The ENS is a grande école and, as such, is not part of the mainstream university system. However, the vast majority of the academic staff hosted at ENS belong to external institutions such as one of the Parisian universities, the CNRS and the EHESS. This mechanism for constant scientific turnover allows ENS to benefit from a continuous stream of researchers in all fields. ENS full professorships are rare and competitive. Generalistic in its recruitment and organisation, the ENS is the only grande école in France to have departments of research in all the natural, social, and human sciences.

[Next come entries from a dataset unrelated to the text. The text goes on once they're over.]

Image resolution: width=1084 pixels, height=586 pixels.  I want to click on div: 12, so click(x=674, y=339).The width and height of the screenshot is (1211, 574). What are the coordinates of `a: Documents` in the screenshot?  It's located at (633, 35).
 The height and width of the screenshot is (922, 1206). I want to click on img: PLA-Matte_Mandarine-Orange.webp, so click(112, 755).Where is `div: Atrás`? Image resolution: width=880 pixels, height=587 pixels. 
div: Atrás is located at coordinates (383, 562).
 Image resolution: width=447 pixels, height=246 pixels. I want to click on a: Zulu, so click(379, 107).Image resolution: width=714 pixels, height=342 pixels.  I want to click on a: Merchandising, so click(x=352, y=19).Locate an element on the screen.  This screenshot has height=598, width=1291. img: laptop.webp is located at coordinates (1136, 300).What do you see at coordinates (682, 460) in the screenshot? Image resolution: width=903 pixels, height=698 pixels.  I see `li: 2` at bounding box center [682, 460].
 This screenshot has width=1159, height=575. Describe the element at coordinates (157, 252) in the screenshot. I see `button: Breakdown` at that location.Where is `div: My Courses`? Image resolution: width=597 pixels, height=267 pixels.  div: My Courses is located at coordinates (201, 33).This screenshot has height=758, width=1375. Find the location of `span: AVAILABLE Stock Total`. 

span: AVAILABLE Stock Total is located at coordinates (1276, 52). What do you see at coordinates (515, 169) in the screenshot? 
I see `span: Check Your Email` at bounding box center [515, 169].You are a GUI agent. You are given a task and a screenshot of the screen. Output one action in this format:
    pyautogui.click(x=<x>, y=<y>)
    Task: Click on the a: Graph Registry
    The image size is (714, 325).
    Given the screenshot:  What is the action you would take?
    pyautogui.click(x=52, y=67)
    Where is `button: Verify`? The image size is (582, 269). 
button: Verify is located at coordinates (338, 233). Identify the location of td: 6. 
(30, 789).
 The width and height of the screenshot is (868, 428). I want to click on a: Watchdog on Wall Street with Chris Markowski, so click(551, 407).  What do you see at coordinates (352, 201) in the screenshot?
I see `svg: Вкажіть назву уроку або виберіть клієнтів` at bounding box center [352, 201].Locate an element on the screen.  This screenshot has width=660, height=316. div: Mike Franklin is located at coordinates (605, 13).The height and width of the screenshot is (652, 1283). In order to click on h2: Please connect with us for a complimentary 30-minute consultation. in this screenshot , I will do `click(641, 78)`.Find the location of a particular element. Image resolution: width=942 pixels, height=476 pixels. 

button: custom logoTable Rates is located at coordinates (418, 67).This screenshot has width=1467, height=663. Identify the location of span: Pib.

Due to the selectivity of its entrance exam and its turnover among French researchers, it has a high proportion of prize laureates and therefore a very good reputation. Its alumni include 14 Nobel Prize laureates (ENS has the highest proportion of Nobel laureates among its alumni of any institution worldwide), of which 8 are in Physics, 12 Fields Medalists, more than half the recipients of the CNRS's Gold Medal (France's highest scientific prize) and several hundred members of the Institut de France, and scores of politicians and statesmen. The school has achieved particular recognition in the fields of mathematics and physics as one of France's foremost scientific training grounds, along with international notability in the human sciences as the spiritual birthplace of authors such as Julien Gracq, Jean Giraudoux, Assia Djebar, and Charles Péguy, philosophers such as Henri Bergson, Jean-Paul Sartre, Louis Althusser, Simone Weil, Maurice Merleau-Ponty and Alain Badiou, social scientists such as Émile Durkheim, Raymond Aron, and Pierre Bourdieu, and "French theorists" such as Michel Foucault and Jacques Derrida. The school's students are often referred to as normaliens.

Its model has been replicated elsewhere, in France (at the ENSes of Lyon, Paris-Saclay, and Rennes), in Italy (at the Scuola Normale Superiore in Pisa), in Romania, in China and in former French colonies such as Morocco, Algeria, Mali, Mauritania, and Cameroon.